Paper Review
Paper Review: Vision-RWKV: Efficient and Scalable Visual Perception with RWKV-Like Architectures
RWKV, now for Computer Vision!
Vision-RWKV is a vision model adapted from the RWKV designed to handle sparse inputs and perform robust global processing efficiently. It scales well with large parameters and datasets, and its reduced spatial aggregation complexity allows for seamless high-resolution image processing without windowing operations. VRWKV outperforms the ViT in image classification, showing faster speeds and lower memory usage for high-resolution inputs. In dense prediction tasks, it surpasses window-based models while maintaining comparable speeds, presenting itself as a more efficient alternative for visual perception tasks.
The approach
Architecture
Vision-RWKV supports sparse input and stable scaling by incorporating a block-stacked image encoder design similar to the ViT, consisting of spatial-mix and channel-mix modules for attention and feature fusion, respectively. VRWKV processes images by converting them into patches, adding position embeddings to form image tokens, which then pass through L identical encoder layers maintaining the input resolution.
The spatial-mix module performs global attention computation through a linear complexity bidirectional attention mechanism, using Q-Shift functions for adapting to vision tasks and a sigmoid function for output control. The channel-mix module focuses on channel-wise feature fusion, employing a similar Q-Shift and gate mechanism for output. Additionally, the model includes layer normalization and residual connections to prevent vanishing gradients, ensuring robust training stability.
Linear Complexity Bidirectional Attention
The original RWKV attention mechanism is modified for vision tasks with three key changes:
- Introducing bidirectional attention to ensure all tokens are mutually visible by extending the attention range to the entire token set, transforming causal attention into bidirectional global attention;
- Adding a relative bias based on the time difference between tokens, normalized by the total number of tokens, to account for relative positions in differently sized images;
- Allowing a flexible decay parameter in the exponential term, enabling the model to focus on tokens further away from the current one across different channels;
Quad-Directional Token Shift
An exponential decay mechanism is used to reduce the complexity of global attention from quadratic to linear, significantly improving computational efficiency for high-resolution images. To better capture the two-dimensional relationships in images, a quad-directional token shift operation is introduced in both the spatial-mix and channel-mix modules. It linearly interpolates each token with its neighboring tokens in four directions — up, down, left, and right — across different channel segments. Q-Shift minimally increases computational demand while significantly expanding the receptive field of tokens, enhancing spatial relationship coverage in the model’s later layers.
Scale Up Stability
To address potential instability in model outputs and training caused by increasing the number of layers and accumulation in the exponential term during recursion, two modifications are made:
- Bounded exponential — the exponential term is divided by the number of tokens to keep decay and growth within a manageable range;
- Extra layer normalization, added after the attention mechanism and Squared ReLU operation to prevent output overflow in deeper models.
Additionally, the authors use layer scale.
Experiments
The VRWKV model demonstrates superior performance across various model sizes on the ImageNet-1K validation dataset, outperforming both hierarchical and non-hierarchical backbones like ViT, with higher top-1 accuracy and lower or comparable computational complexity. Notably, VRWKV-T surpasses DeiT-T in accuracy with lower FLOPs, and VRWKV-L achieves higher accuracy than ViT-L at a reduced computational cost. Pre-training on large-scale datasets further boosts VRWKV’s performance, indicating its scalability and potential as an alternative to traditional ViT models.
In object detection on the COCO dataset, VRWKV shows better performance than ViT with significantly lower FLOPs, benefiting from its global attention mechanism in dense prediction tasks.
VRWKV’s advantage extends to semantic segmentation tasks, where it outperforms ViT models in efficiency and accuracy, showcasing the effectiveness of its linear complexity attention mechanism.
- Ablation studies on the tiny-sized VRWKV model on the ImageNet-1K dataset validate key components like Q-Shift and bidirectional attention, showing significant performance improvements. Without token shift, performance drops significantly, while the original shift method still lags behind the newly introduced Q-Shift. Implementing bidirectional attention increases top-1 accuracy by 2.3 points.
- Analysis of the effective receptive field highlights that all models except those using the original RWKV attention achieve global attention, with VRWKV-T outperforming ViT-T in global capacity. Q-Shift notably enhances the receptive field’s core range, boosting global attention inductive bias.
- Efficiency analysis demonstrates that at higher resolutions (up to 2048x2048), VRWKV-T significantly outperforms ViT-T in inference speed and memory usage on an Nvidia A100 GPU, thanks to its linear attention mechanism and RNN-like computational framework.
- MAE pre-training further enhances VRWKV’s performance, with a top-1 accuracy improvement on ImageNet-1K validation, showcasing its ability to benefit from sparse inputs and masked image modeling.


• What this task involves
Whatever lies between the line with "Image is 644x306 pixels." and the end of the data, both included, must be copied exactly and without pictures.

*** Extracted records ***

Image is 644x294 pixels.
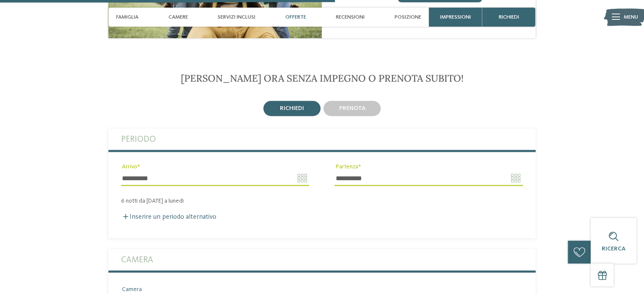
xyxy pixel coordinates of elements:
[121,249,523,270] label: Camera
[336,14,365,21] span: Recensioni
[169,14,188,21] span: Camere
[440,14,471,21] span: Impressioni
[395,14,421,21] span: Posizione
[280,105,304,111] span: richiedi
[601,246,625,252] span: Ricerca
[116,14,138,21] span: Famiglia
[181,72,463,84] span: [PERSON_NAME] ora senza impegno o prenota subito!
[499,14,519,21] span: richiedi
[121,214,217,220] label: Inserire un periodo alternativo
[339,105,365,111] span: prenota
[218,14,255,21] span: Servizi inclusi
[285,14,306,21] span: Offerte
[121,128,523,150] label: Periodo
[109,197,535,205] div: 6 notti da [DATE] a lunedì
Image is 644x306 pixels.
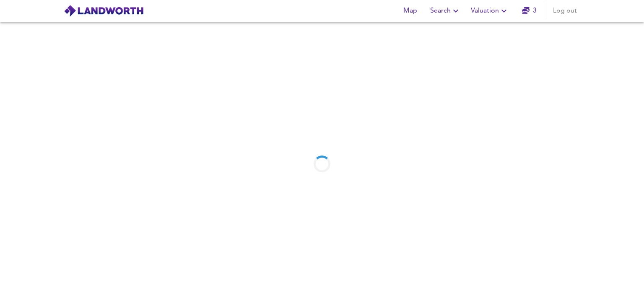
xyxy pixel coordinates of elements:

*** End of Extracted records ***

• Written answer
Image is 644x306 pixels.
xyxy pixel coordinates of elements:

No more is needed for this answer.